Only a fraction of the Earth’s surface contained the right amount of hydrocarbons to trigger the mass extinction, a new study says.
Sixty-six million years ago, an enormous asteroid hurtled into Earth, creating an explosion with the force of about 100 trillion tons of TNT. Soot from the ensuing fires, dust and greenhouse gasses spewed into the atmosphere, blocking out the sun and leading to a widespread ecosystem collapse. Some 75 percent of the planet’s species died off, including all non-avian dinosaurs.
A new research into the event has determined that the asteroid had little more than a 1-in-10 chance of triggering a mass extinction event when it hit the Earth. Part of the reason the impact as so deadly has to do with where it hit the Earth near the Yucatan Peninsula in Mexico. The scientists say that the location had cast reservoirs of crude oil and hydrocarbons in the shallow sea waiting to be set ablaze.

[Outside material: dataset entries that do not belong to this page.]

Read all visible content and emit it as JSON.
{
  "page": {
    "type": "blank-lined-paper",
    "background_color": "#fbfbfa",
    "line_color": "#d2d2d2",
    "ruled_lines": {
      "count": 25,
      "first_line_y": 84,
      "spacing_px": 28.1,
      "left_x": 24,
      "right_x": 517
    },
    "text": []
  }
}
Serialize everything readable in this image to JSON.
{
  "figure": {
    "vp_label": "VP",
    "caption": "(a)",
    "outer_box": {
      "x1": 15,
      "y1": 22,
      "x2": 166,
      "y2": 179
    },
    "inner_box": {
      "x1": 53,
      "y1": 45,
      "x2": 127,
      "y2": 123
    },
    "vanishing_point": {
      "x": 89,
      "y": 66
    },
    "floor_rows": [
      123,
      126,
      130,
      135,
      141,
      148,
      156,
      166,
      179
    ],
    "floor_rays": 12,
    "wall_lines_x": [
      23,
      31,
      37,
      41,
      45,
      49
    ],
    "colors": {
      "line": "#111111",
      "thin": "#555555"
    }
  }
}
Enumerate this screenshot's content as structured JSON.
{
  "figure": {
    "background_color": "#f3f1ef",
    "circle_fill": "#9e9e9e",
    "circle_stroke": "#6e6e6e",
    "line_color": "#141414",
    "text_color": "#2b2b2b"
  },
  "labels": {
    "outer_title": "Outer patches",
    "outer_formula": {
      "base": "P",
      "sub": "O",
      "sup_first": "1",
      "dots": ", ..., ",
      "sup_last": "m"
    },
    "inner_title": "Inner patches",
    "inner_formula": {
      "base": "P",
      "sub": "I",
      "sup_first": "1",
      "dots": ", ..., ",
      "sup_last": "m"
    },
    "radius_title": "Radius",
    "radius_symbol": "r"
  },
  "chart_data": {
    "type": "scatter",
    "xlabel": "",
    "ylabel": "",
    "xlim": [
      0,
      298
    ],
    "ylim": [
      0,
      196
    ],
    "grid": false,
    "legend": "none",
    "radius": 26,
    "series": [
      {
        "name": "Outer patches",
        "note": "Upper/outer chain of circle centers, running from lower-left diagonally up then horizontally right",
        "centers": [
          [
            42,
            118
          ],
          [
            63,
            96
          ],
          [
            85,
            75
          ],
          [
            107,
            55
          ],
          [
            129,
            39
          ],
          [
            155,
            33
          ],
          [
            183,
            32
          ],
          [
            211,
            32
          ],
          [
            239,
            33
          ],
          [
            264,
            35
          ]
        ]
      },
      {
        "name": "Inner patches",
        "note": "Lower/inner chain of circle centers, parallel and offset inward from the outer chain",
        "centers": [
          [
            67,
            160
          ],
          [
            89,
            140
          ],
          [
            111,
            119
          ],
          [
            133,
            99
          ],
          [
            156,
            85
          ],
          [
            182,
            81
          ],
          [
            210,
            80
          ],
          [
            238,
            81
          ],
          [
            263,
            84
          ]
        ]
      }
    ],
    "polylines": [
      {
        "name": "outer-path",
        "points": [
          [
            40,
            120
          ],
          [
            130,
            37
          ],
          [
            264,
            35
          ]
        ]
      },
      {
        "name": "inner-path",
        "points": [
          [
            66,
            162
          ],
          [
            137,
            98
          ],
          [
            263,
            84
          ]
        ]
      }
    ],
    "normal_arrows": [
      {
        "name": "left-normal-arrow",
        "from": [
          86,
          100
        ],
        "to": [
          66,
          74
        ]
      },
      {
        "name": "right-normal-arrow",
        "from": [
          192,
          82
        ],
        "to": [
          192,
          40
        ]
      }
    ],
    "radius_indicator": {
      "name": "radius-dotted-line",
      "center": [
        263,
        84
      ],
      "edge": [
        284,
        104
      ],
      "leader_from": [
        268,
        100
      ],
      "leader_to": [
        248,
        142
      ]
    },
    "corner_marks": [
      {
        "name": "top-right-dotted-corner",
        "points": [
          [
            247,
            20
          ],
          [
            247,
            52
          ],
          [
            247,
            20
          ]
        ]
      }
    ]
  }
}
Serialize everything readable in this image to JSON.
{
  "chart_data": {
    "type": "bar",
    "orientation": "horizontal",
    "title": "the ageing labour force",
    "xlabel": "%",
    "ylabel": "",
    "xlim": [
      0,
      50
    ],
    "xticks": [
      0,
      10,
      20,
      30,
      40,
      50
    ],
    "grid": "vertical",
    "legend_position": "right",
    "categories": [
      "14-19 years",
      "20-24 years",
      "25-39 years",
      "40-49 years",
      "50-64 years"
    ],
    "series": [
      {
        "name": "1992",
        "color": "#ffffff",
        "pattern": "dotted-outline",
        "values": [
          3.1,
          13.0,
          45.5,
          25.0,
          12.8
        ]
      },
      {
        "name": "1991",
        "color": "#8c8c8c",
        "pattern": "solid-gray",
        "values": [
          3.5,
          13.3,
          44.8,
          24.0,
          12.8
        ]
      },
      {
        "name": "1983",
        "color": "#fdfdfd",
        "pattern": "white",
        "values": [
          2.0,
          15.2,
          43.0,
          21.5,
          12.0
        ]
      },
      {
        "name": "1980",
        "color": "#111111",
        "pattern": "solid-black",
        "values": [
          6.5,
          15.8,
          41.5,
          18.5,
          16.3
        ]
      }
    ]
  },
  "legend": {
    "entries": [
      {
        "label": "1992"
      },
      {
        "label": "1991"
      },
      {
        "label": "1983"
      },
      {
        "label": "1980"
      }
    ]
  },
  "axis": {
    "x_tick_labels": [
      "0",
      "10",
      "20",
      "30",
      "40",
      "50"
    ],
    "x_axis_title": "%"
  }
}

Paleontologist Kunio Kaiho of Tohoku University and Naga Oshima an atmospheric chemist at the Japanese Meteorological Research Institute worked on a previous study that looked at the impact of soot ejected in the atmosphere from organic matter as a reason for the plunging temperatures on Earth and massive extinction event. The new study has found that 60 million years ago, only about 13% of the Earth’s surface had enough organic material to generate the amount of soot needed to kill 75% of life on earth.
The new study finds that had the asteroid impacted any of that other 87% of Earth, the dinosaurs might still be alive today. Naturally, some scientists disagree. Sean Gulick, a geophysicist from the University of Texas at Austin doesn’t believe that soot was the driver that killed the dinosaurs.
Gulick was part of a 2016 drilling project and says that there was little evidence that enough organic material existed at the Chicxulub impact site to support the doomsday soot theory. However, the scientists do agree that the impact location was crucial to the amount of devastation the impact caused. There are several theories as to what events contributed to the mass extinction ranging from acidic oceans to global firestorms, some scientists believe that these global fires caused by hot bits of asteroids raining down across the globe are what created the soot found in clay around the world.